According to the foundation, 15 years after implementation of a policy separating prescription and dispension of medical drugs, there are now 5,053 pharmacies with National Health Insurance (NHI) certification.
However, the foundation said that following a random telephone survey of 70 NHI-certified pharmacies in the five special municipalities, as well as undercover field investigations at more than 20 NHI-certified pharmacies in Taipei and New Taipei City (新北市), it had discovered that many pharmacies dispensed antibiotics, steroids, high potency anti-inflammatory medicines and other prescription drugs without a prescription.
According to foundation chairperson Liu Mei-chun (劉梅君), 73 percent of the surveyed pharmacies said that chronic-disease prescriptions could be dispensed even if the consumer did not bring a National Health Insurance card.
Liu said field investigations revealed that only 20 percent of pharmacies required employees to wear medical uniforms with a pharmacist’s license, and that over-the-counter (OTC) drugs could be bought like beverages in a convenience store, without any consultation or instructions from pharmacists.
When asked whether two of the most popular anti-hypertensives (drugs that lower blood pressure) could be taken at the same time, 41 percent of the pharmacies in a telephone poll gave the wrong answer, while a few pharmacists even said the two drugs should be taken together, Liu said.
Pharmacists’ failure to answer this question could lead to therapeutic duplication (use of multiple drugs from the same chemical family or therapeutic class), which might cause negative side effects such as low blood pressure or fainting.
“For every NT$100 spent on National Health Insurance, NT$25 is spent on drugs,” Liu told a press conference yesterday. “However, community pharmacies are not performing their role of providing sufficient information to help consumers use medicinal drugs in a safe way.”
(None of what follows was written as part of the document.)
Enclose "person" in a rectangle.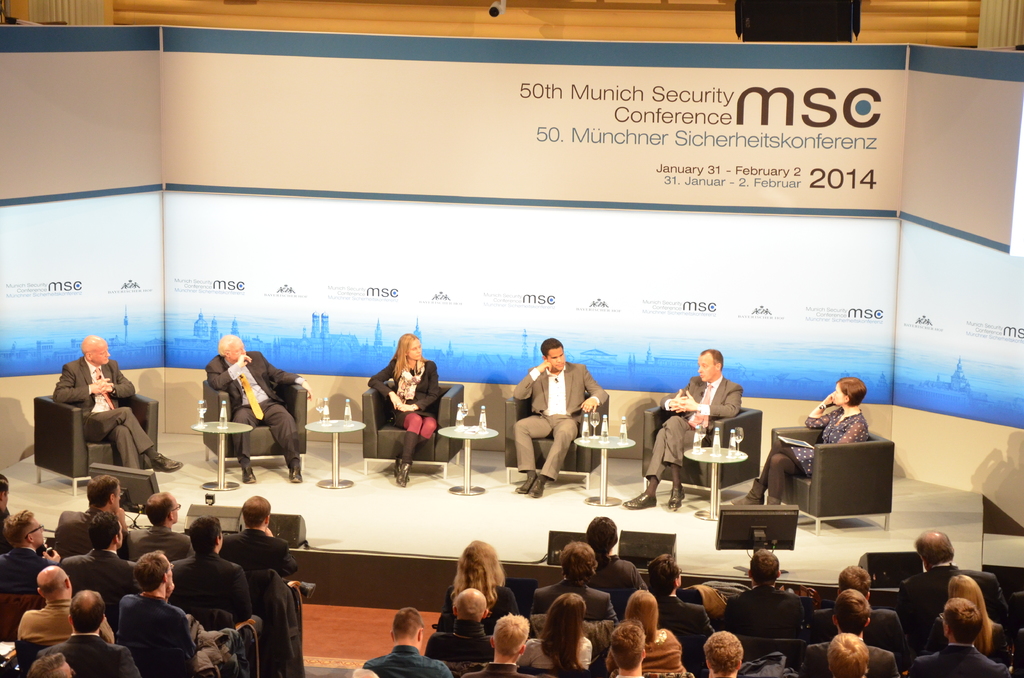
[365,330,445,488].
Foundation executive director Joanne Liu (劉淑瓊) urged pharmacies to show more self-discipline and improve their professional training. The foundation also called on the Bureau of National Health Insurance to enforce its drug-use registration system through the use of National Health Insurance cards.
In response, Taiwan Pharmacist Association secretary-general Eric Tseng (曾中龍) said illegal sales of prescription drugs without prescription or a pharmacist’s license was strictly forbidden and that the association had cooperated with local health bureaus to inspect pharmacies.